Sunday, January 13, 2013
Leaf owners not happy with Nissan's response to battery problems
The weather may have cooled off in the Valley of the Sun, but not the sentiments of some Phoenix-area owners of Nissan Leaf electric vehicles.
A town hall meeting that Nissan executives held with about 50 Leaf owners who felt scorned by the automaker for the EV's battery performance doesn't appear to have appeased many of the customers, according to the MyNissanLeaf blog.

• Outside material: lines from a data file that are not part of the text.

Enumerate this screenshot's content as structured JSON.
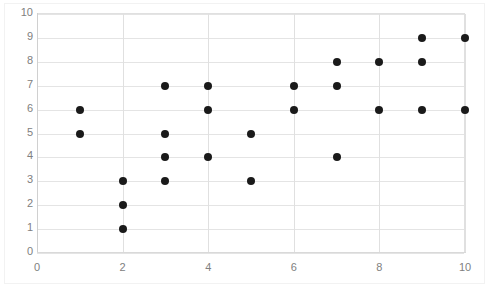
{
  "chart_data": {
    "type": "scatter",
    "title": "",
    "subtitle": "",
    "xlabel": "",
    "ylabel": "",
    "xlim": [
      0,
      10
    ],
    "ylim": [
      0,
      10
    ],
    "x_ticks": [
      "0",
      "2",
      "4",
      "6",
      "8",
      "10"
    ],
    "x_tick_values": [
      0,
      2,
      4,
      6,
      8,
      10
    ],
    "y_ticks": [
      "0",
      "1",
      "2",
      "3",
      "4",
      "5",
      "6",
      "7",
      "8",
      "9",
      "10"
    ],
    "y_tick_values": [
      0,
      1,
      2,
      3,
      4,
      5,
      6,
      7,
      8,
      9,
      10
    ],
    "grid": {
      "horizontal": true,
      "vertical": true
    },
    "legend": {
      "visible": false,
      "position": "none",
      "entries": []
    },
    "annotations": [],
    "marker": {
      "shape": "circle",
      "color": "#1a1a1a",
      "size_px": 8
    },
    "series": [
      {
        "name": "Series 1",
        "points": [
          [
            1,
            6
          ],
          [
            1,
            5
          ],
          [
            2,
            3
          ],
          [
            2,
            2
          ],
          [
            2,
            1
          ],
          [
            3,
            7
          ],
          [
            3,
            5
          ],
          [
            3,
            4
          ],
          [
            3,
            3
          ],
          [
            4,
            7
          ],
          [
            4,
            6
          ],
          [
            4,
            4
          ],
          [
            5,
            5
          ],
          [
            5,
            3
          ],
          [
            6,
            7
          ],
          [
            6,
            6
          ],
          [
            7,
            8
          ],
          [
            7,
            7
          ],
          [
            7,
            4
          ],
          [
            8,
            8
          ],
          [
            8,
            6
          ],
          [
            9,
            9
          ],
          [
            9,
            8
          ],
          [
            9,
            6
          ],
          [
            10,
            9
          ],
          [
            10,
            6
          ]
        ]
      }
    ],
    "point_count": 26
  },
  "style": {
    "background": "#ffffff",
    "grid_color": "#e4e4e4",
    "axis_color": "#d9d9d9",
    "tick_label_color": "#808080",
    "marker_color": "#1a1a1a"
  }
}
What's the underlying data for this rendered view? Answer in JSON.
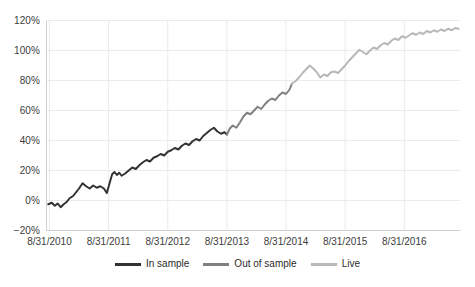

One attendee named "Volusiano" wrote that the meeting was "all for show" and that a recent expanded warranty from the company "does not remedy anything at all for the hot climate owners."
Another reader remarked that the meeting represented "allota [sic] wasted exec brass time just to blow us off." KPHO, CBS's Phoenix affiliate, reported that the meeting was off limits to the media but quoted Nissan executive Andy Palmer saying the meeting represented a "start of a dialogue" between the company and car owners who've said that high heat has caused the battery to lose capacity at a quicker rate than advertised.
Last month, Nissan said a new warranty policy would repair or replace degraded batteries with new or remanufactured batteries that have at least 70 percent of their capacity, as Nissan originally promised. The first rumblings of a problem came last summer, when Phoenix-area Leaf owners started complaining about EVs whose single-charge driving range had dropped as much as 50 percent from a year before. Given the contention surrounding the issue, this town hall will likely not be the last.